Georgia Republicans push to limit lawsuits. But would that keep insurance rates from rising?

Associated Press
Thursday, January 30, 2025

By Charlotte Kramon

ATLANTA (AP) — The pitch from Georgia Gov. Brian Kemp is simple: Putting limits on lawsuits will halt rising insurance costs.

The reality, though, is more complicated.

Changes could reduce liability insurance costs for businesses and commercial property owners. The evidence is mixed on whether it would drive large premium reductions for car and other types of insurance. And some researchers say efforts limiting lawsuits, often called tort reform, fattens insurers’ profits more than it cuts the price of policies.

“The net impact is that it really improves insurer profitability,” said Tyler Leverty, a business professor who studies risk and insurance at the University of Wisconsin-Madison.…

Are unfair lawsuits and big jury awards real problems?

Some say there’s no evidence that a nationwide litigation crisis is driving high insurance rates.

“I went in search of the data, and I have not found it,” said Kenneth Klein, a law professor at California Western School of Law. “It’s not to say it isn’t happening. It’s to say we cannot document it.”

But Mike Iverson of Oakbridge Insurance and former president of the Independent Insurance Agents Association said insurance companies like predictability when determining rates and how to spread out losses.

In a well-known case, a jury awarded a man almost $43 million after a shooting in a CVS parking lot in Atlanta, arguing the company should have strengthened security. In another case, a Jonesboro mobile home park was ordered to pay $31 million to the daughter of a man who was shot and killed there.

Opponents note that few verdicts are that large and insurance companies are still profitable. They want lawmakers to demand more transparency on how they set rates.

“Whenever they want an excuse to raise rates or limit coverage they will always point to a verdict here and there and make all kinds of claims about how it’s affecting their bottom line,” said Joanne Doroshow, executive director of the Center for Justice & Democracy at New York Law School.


Work required ->
Filter the entries down to the lines holding "Food", then copy those lines.

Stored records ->
--
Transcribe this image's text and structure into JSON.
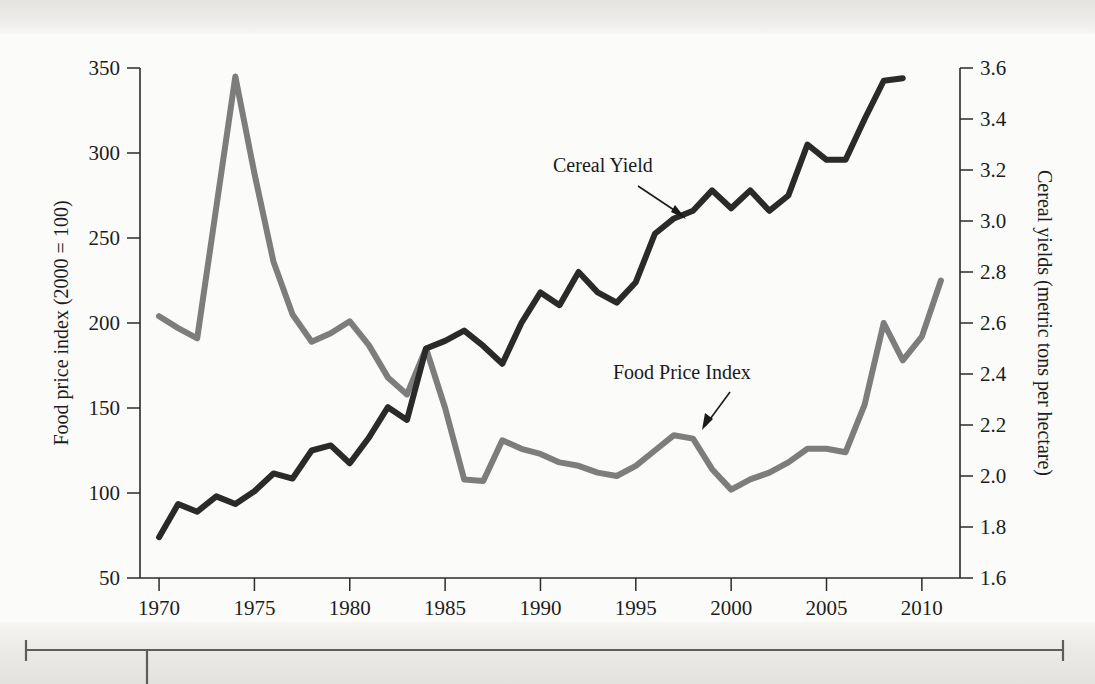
{
  "figure": {
    "background_color": "#fbfbfa",
    "page_color": "#eceae7"
  },
  "chart_data": {
    "type": "line",
    "title": "",
    "xlabel": "",
    "x": [
      1970,
      1971,
      1972,
      1973,
      1974,
      1975,
      1976,
      1977,
      1978,
      1979,
      1980,
      1981,
      1982,
      1983,
      1984,
      1985,
      1986,
      1987,
      1988,
      1989,
      1990,
      1991,
      1992,
      1993,
      1994,
      1995,
      1996,
      1997,
      1998,
      1999,
      2000,
      2001,
      2002,
      2003,
      2004,
      2005,
      2006,
      2007,
      2008,
      2009,
      2010,
      2011
    ],
    "xlim": [
      1969,
      2012
    ],
    "xticks": [
      1970,
      1975,
      1980,
      1985,
      1990,
      1995,
      2000,
      2005,
      2010
    ],
    "xticklabels": [
      "1970",
      "1975",
      "1980",
      "1985",
      "1990",
      "1995",
      "2000",
      "2005",
      "2010"
    ],
    "grid": false,
    "legend_position": "inline-annotations",
    "left_axis": {
      "label": "Food price index (2000 = 100)",
      "ylim": [
        50,
        350
      ],
      "ticks": [
        50,
        100,
        150,
        200,
        250,
        300,
        350
      ],
      "ticklabels": [
        "50",
        "100",
        "150",
        "200",
        "250",
        "300",
        "350"
      ]
    },
    "right_axis": {
      "label": "Cereal yields (metric tons per hectare)",
      "ylim": [
        1.6,
        3.6
      ],
      "ticks": [
        1.6,
        1.8,
        2.0,
        2.2,
        2.4,
        2.6,
        2.8,
        3.0,
        3.2,
        3.4,
        3.6
      ],
      "ticklabels": [
        "1.6",
        "1.8",
        "2.0",
        "2.2",
        "2.4",
        "2.6",
        "2.8",
        "3.0",
        "3.2",
        "3.4",
        "3.6"
      ]
    },
    "series": [
      {
        "name": "Food Price Index",
        "axis": "left",
        "color": "#7d7d7d",
        "stroke_width": 6,
        "units": "index (2000 = 100)",
        "x": [
          1970,
          1971,
          1972,
          1973,
          1974,
          1975,
          1976,
          1977,
          1978,
          1979,
          1980,
          1981,
          1982,
          1983,
          1984,
          1985,
          1986,
          1987,
          1988,
          1989,
          1990,
          1991,
          1992,
          1993,
          1994,
          1995,
          1996,
          1997,
          1998,
          1999,
          2000,
          2001,
          2002,
          2003,
          2004,
          2005,
          2006,
          2007,
          2008,
          2009,
          2010,
          2011
        ],
        "values": [
          204,
          197,
          191,
          268,
          345,
          288,
          236,
          205,
          189,
          194,
          201,
          187,
          168,
          158,
          185,
          150,
          108,
          107,
          131,
          126,
          123,
          118,
          116,
          112,
          110,
          116,
          125,
          134,
          132,
          114,
          102,
          108,
          112,
          118,
          126,
          126,
          124,
          152,
          200,
          178,
          192,
          225
        ]
      },
      {
        "name": "Cereal Yield",
        "axis": "right",
        "color": "#2a2a2a",
        "stroke_width": 6,
        "units": "metric tons per hectare",
        "x": [
          1970,
          1971,
          1972,
          1973,
          1974,
          1975,
          1976,
          1977,
          1978,
          1979,
          1980,
          1981,
          1982,
          1983,
          1984,
          1985,
          1986,
          1987,
          1988,
          1989,
          1990,
          1991,
          1992,
          1993,
          1994,
          1995,
          1996,
          1997,
          1998,
          1999,
          2000,
          2001,
          2002,
          2003,
          2004,
          2005,
          2006,
          2007,
          2008,
          2009
        ],
        "values": [
          1.76,
          1.89,
          1.86,
          1.92,
          1.89,
          1.94,
          2.01,
          1.99,
          2.1,
          2.12,
          2.05,
          2.15,
          2.27,
          2.22,
          2.5,
          2.53,
          2.57,
          2.51,
          2.44,
          2.6,
          2.72,
          2.67,
          2.8,
          2.72,
          2.68,
          2.76,
          2.95,
          3.01,
          3.04,
          3.12,
          3.05,
          3.12,
          3.04,
          3.1,
          3.3,
          3.24,
          3.24,
          3.4,
          3.55,
          3.56
        ]
      }
    ],
    "annotations": [
      {
        "text": "Cereal Yield",
        "series": "Cereal Yield"
      },
      {
        "text": "Food Price Index",
        "series": "Food Price Index"
      }
    ]
  }
}
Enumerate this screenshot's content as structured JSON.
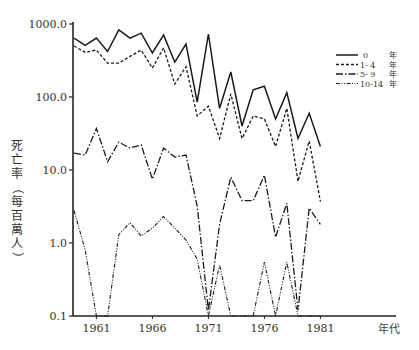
{
  "chart_data": {
    "type": "line",
    "title": "",
    "xlabel": "年代",
    "ylabel": "死亡率（每百萬人）",
    "yscale": "log",
    "ylim": [
      0.1,
      1000
    ],
    "y_ticks": [
      "1000.0",
      "100.0",
      "10.0",
      "1.0",
      "0.1"
    ],
    "y_tick_values": [
      1000,
      100,
      10,
      1,
      0.1
    ],
    "x_ticks": [
      "1961",
      "1966",
      "1971",
      "1976",
      "1981"
    ],
    "x_tick_values": [
      1961,
      1966,
      1971,
      1976,
      1981
    ],
    "xlim": [
      1959,
      1986
    ],
    "grid": false,
    "legend_position": "upper right",
    "x": [
      1959,
      1960,
      1961,
      1962,
      1963,
      1964,
      1965,
      1966,
      1967,
      1968,
      1969,
      1970,
      1971,
      1972,
      1973,
      1974,
      1975,
      1976,
      1977,
      1978,
      1979,
      1980,
      1981,
      1982
    ],
    "series": [
      {
        "name": "0 年",
        "label_age": "0",
        "label_unit": "年",
        "style": "solid",
        "values": [
          640,
          510,
          640,
          420,
          830,
          640,
          750,
          400,
          710,
          300,
          530,
          85,
          730,
          70,
          220,
          40,
          125,
          140,
          50,
          115,
          27,
          60,
          21,
          null
        ]
      },
      {
        "name": "1- 4 年",
        "label_age": "1- 4",
        "label_unit": "年",
        "style": "dashed",
        "values": [
          500,
          410,
          440,
          290,
          290,
          360,
          440,
          250,
          470,
          150,
          260,
          55,
          75,
          27,
          110,
          27,
          55,
          50,
          21,
          70,
          7,
          25,
          3.7,
          null
        ]
      },
      {
        "name": "5- 9 年",
        "label_age": "5- 9",
        "label_unit": "年",
        "style": "dashdot",
        "values": [
          17,
          16,
          37,
          13,
          24,
          20,
          22,
          7.5,
          20,
          15,
          16,
          3.2,
          0.12,
          1.8,
          8,
          3.8,
          3.8,
          8.5,
          1.2,
          3.5,
          0.12,
          3,
          1.8,
          null
        ]
      },
      {
        "name": "10-14 年",
        "label_age": "10-14",
        "label_unit": "年",
        "style": "dashdotdot",
        "values": [
          2.8,
          0.8,
          0.1,
          0.1,
          1.3,
          1.9,
          1.25,
          1.6,
          2.3,
          1.6,
          1.1,
          0.6,
          0.1,
          0.5,
          0.1,
          0.1,
          0.1,
          0.55,
          0.1,
          0.55,
          0.1,
          0.1,
          0.1,
          null
        ]
      }
    ]
  }
}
--
Completed task ->
      "label": "Food price index (2000 = 100)",
        "name": "Food Price Index",
        "text": "Food Price Index",
        "series": "Food Price Index"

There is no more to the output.